Heike Weber is a master of the filigree, but one who does not lose sight of the monumental.
Several years ago she organized a large configuration out of hairnets, which in form and compressed,
layered consistency recalled a cumulus cloud. From this occupation with an amorphous shape, two paths
were possible. Heike Weber took both of them.

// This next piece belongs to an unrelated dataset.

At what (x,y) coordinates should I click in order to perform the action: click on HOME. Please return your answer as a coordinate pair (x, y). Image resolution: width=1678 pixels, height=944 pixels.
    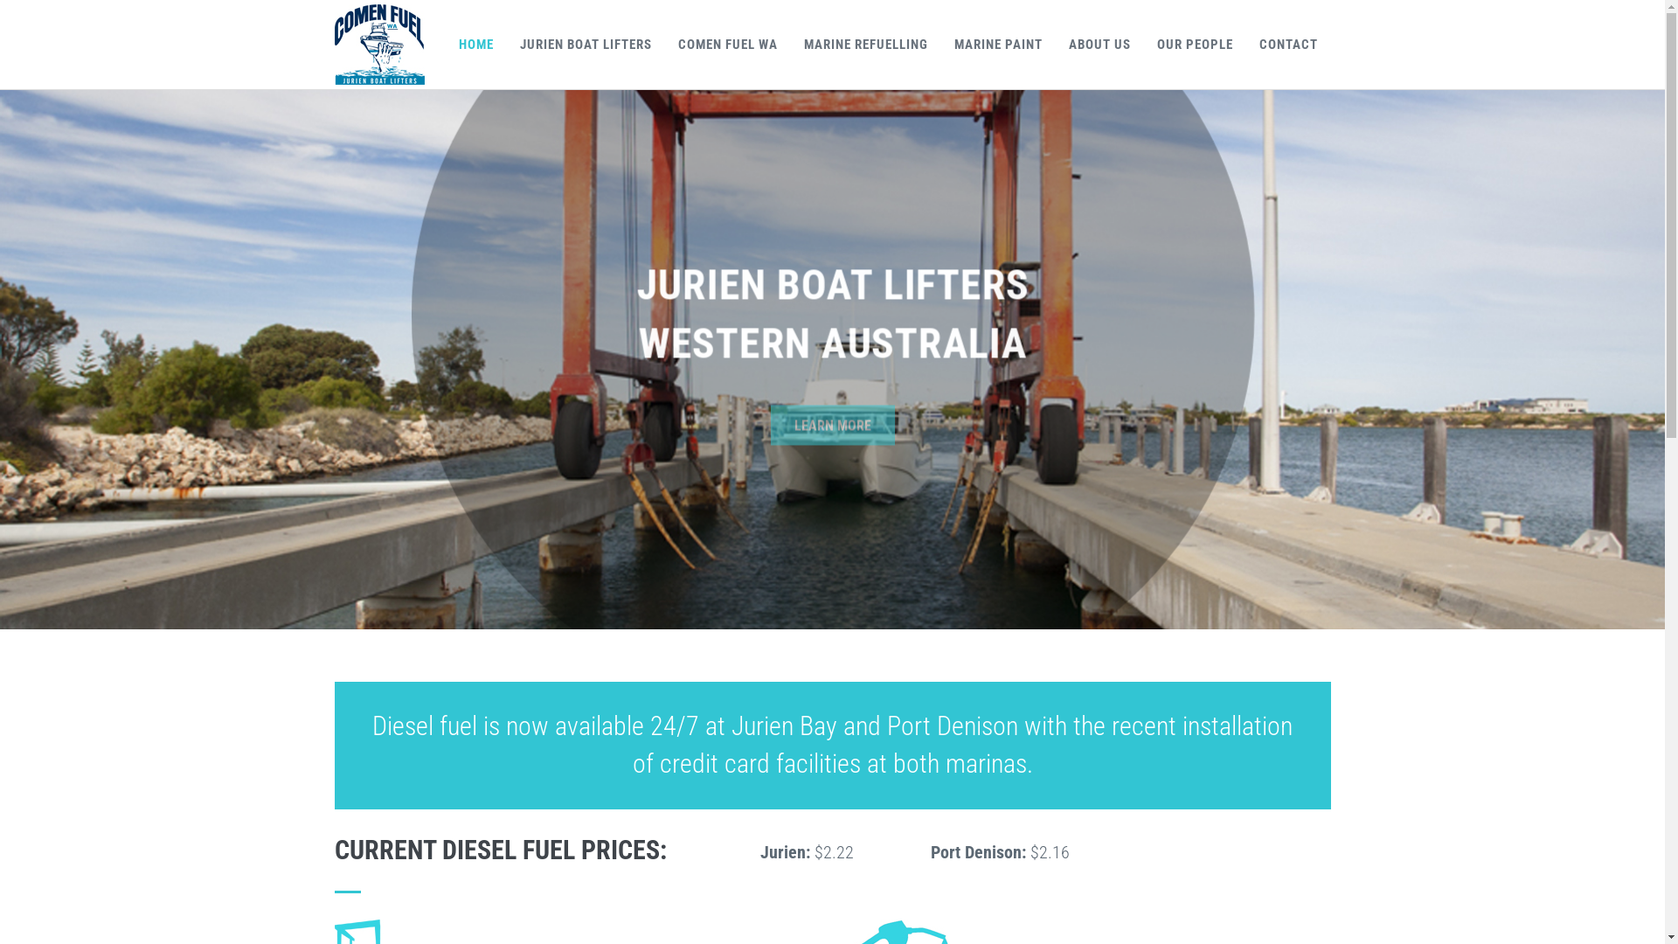
    Looking at the image, I should click on (476, 44).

At the end of one of the paths beckoned a figurative duplication of impressions from the real world
or from a familiarity with artworks. The other destination was marked by a cool, serially oriented
abstraction with a strong tendency to a fascinating, ornamental allover. The decision to take both
paths led, on the one hand, to poetically dreamy, yet room-filling wall ‘drawings’ via a clothesline
mounted on pins, on the other, to both ornamental and extensively spread constellations anamorphous
to the floor.
If Heike Weber, now for Museum Morsbroich, has realized a large-scale floor drawing with the title
barocco, this can be understood as a tertium quid, namely a structure that mediates between figuration
and abstraction, but is at the same time quite autonomous and heads in a new direction. “The drawing
consists of cutout carpeting. This tangled web-like drawing will enter a dialogue with the architecture
and, above all, the tiled floor”, the artist explains and continues: “The work ‘inhabits’ a place between
functional object, drawing, ornament and sculpture that defines the room.” In his novel The Portrait of
the Artist as a Young Man, James Joyce has his protagonist Steven Dedalus formulate a theory that art
is man’s own arrangement of sensitive or intelligible matter directed towards an aesthetic end. In this
sense what Heike Weber forms is art, an art that starts out from a single element and spans the room.

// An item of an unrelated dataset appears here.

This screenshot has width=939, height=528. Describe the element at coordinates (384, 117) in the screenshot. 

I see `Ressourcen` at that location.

Many were the participants responsible for realizing this complex installation of spatial drawing,
to whom we owe our gratitude. Our warmest thanks goes to Heike Weber and her team, who have pushed
this project forward with as much agility as scrupulous care in the details. Thanks also is due to
the authors of the catalogue: Martin Engler and Thomas August Gmeinder.
We are deeply grateful to the NRW State Ministry for City Planning, Culture and Sport, which has made
this project possible and to Bayer Ltd as well as Vorwerk Co. for their generous support.